Sally Becker of the British NGO Road to Peace also recounts trying in vain to get search missions started inside the camps for Iraqi internally displaced persons (IDPs), where many Iraqi families with ties to IS are still staying. When the NGO was providing medical aid to displaced children in Iraq in 2017, she noticed many blond and red-headed children with IDPs from the former IS stronghold of Hawija; she thought they could well be Yazidis. "We found a company in The Hague that offered free tests to prove family ties," she says. But the Iraqi government would not give its permission and the children were lost inside the families once again.

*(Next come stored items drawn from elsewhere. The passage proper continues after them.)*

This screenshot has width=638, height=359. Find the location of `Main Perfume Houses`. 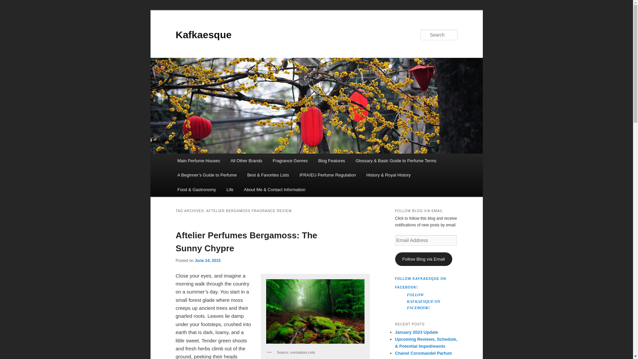

Main Perfume Houses is located at coordinates (199, 161).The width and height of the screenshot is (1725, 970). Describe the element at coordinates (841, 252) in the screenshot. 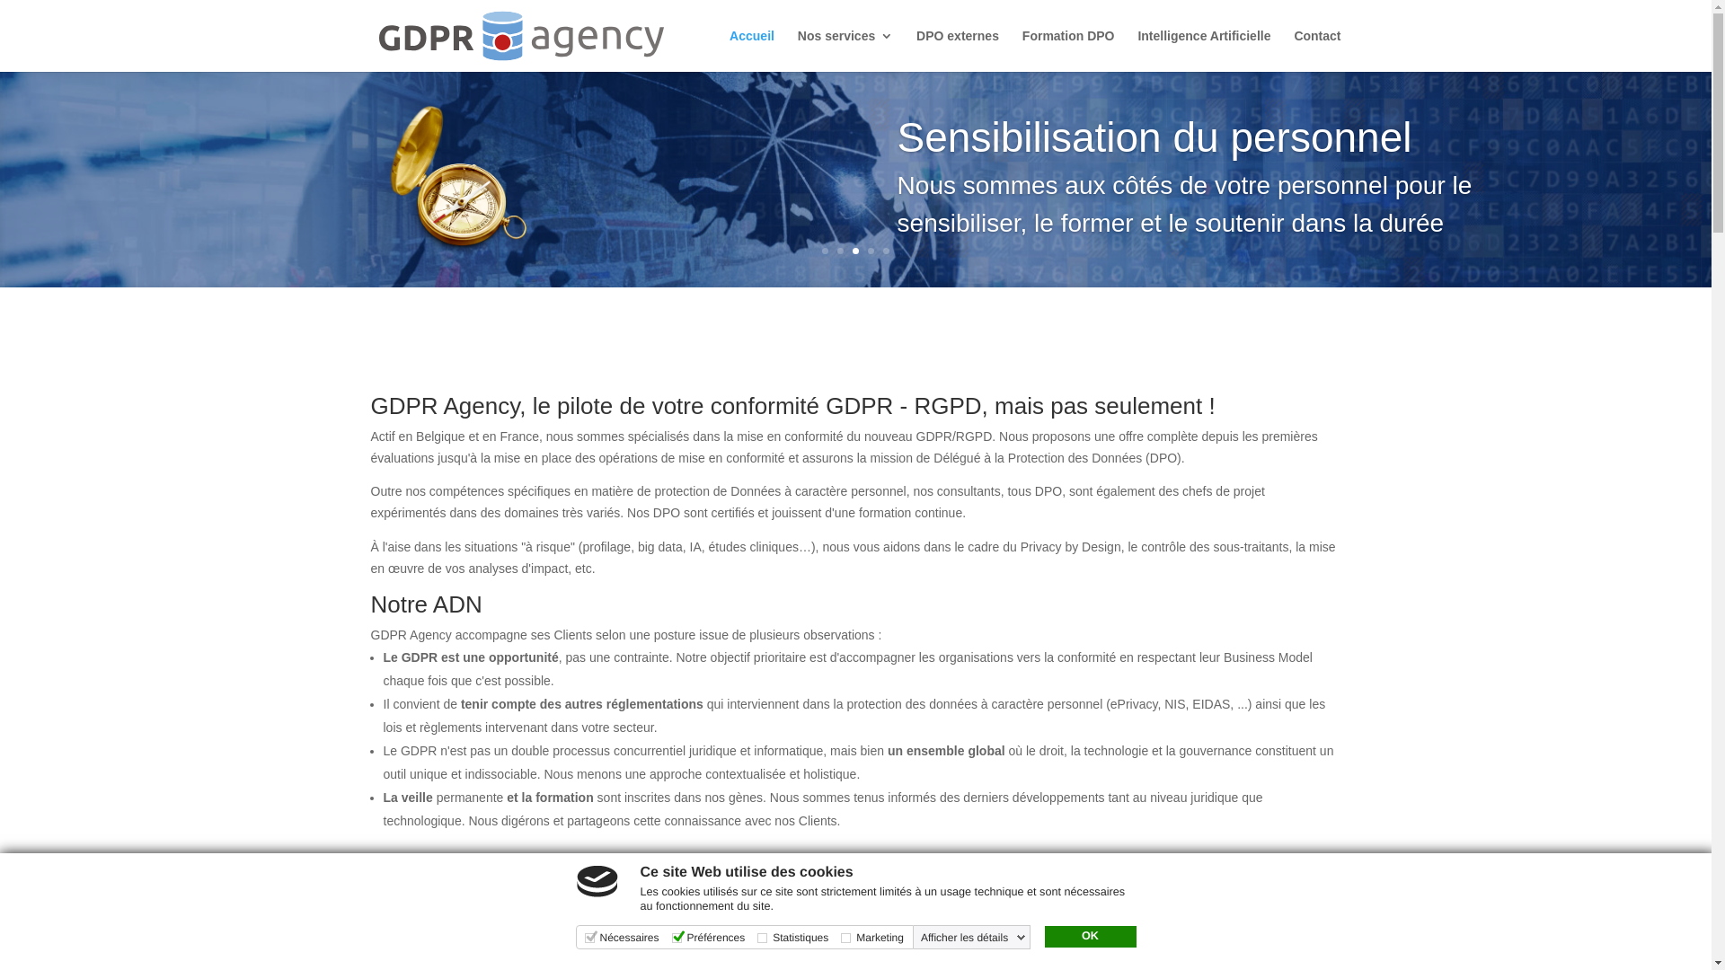

I see `2` at that location.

Becker also worked to help those fleeing Baghouz to reunite with their relatives. She shared pictures on her network in Iraq and on social media. "Family members recognized them and contacted me." Partly as a result of her initiative, all 21 of the recent arrivals have been reunited with family members in Duhok. DNA testing will now be conducted to prove their ties.

"Two of the boys were recognized by their sisters, who are part of the German program," Becker says, referring to the program set up in Germany to provide trauma therapy for some 1,000 survivors of IS. "It would be good for those women who thought they had lost all their family to be reunited with their brothers."

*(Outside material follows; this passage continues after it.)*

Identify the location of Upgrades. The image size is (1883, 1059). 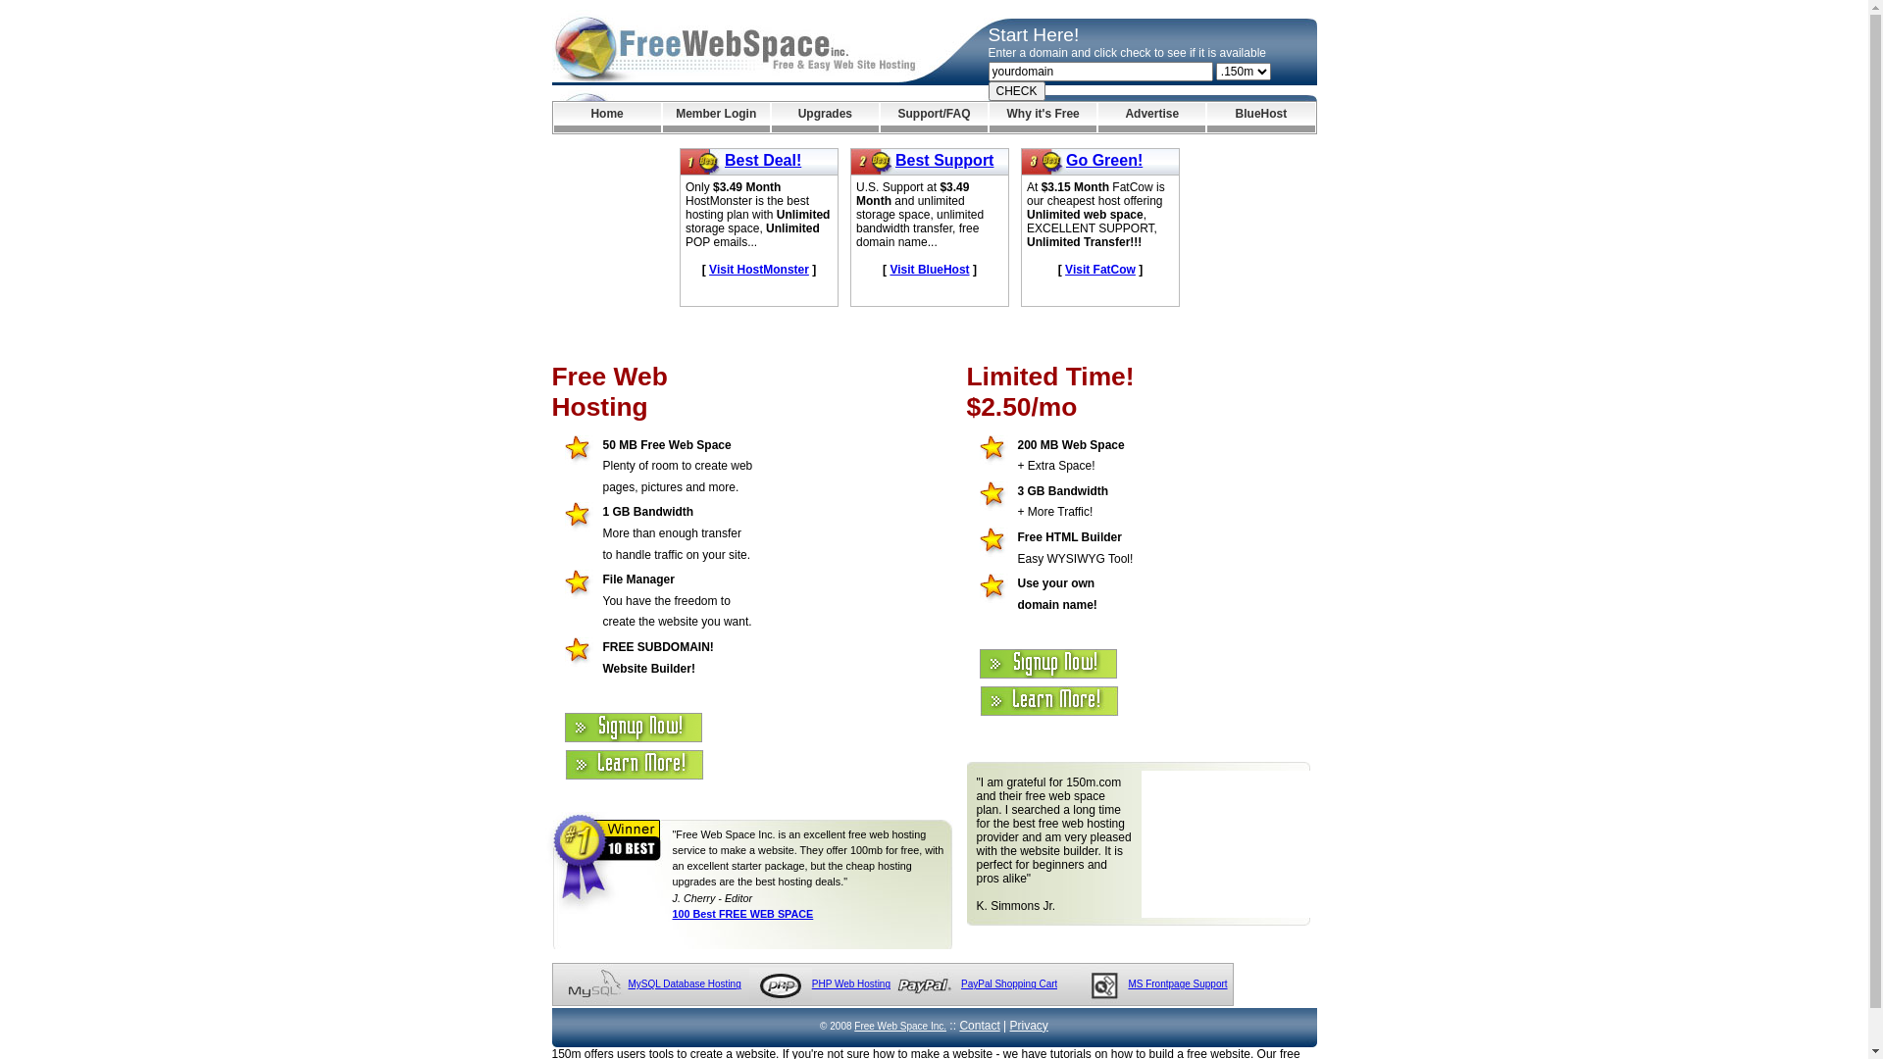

Suaad Daoud also has two sisters in the German program, who have been able to come over and be with her for the first part of her journey back into the world. She hopes she will be allowed to join them. "I thought I had no family left."

Accounting for the missing

When IS took over the Iraqi province of Sinjar, which was home to around half a million Yazidis, they killed thousands of their men and kidnapped over 6,400 members of the religious minority. Of these, around 3,400, most of them women and children, have been able to escape. Mirza Dinnayi thinks that at least 1,000 of the missing, mainly men, have been killed. In addition, many of the Yazidi boys who were put into battle must also have died on the front lines. Other captives died in the coalition bombing campaigns that forced IS to its knees.

He believes that hundreds of women and children are still concealed within Arab families in the Sunni regions of Iraq and Syria and in IDP camps. He mentions two Yazidi girls he says are being kept in Iraq's Anbar province and do not know how to escape. An unknown number of women have been sold to Sunnis in countries abroad, including in Saudi Arabia and Jordan.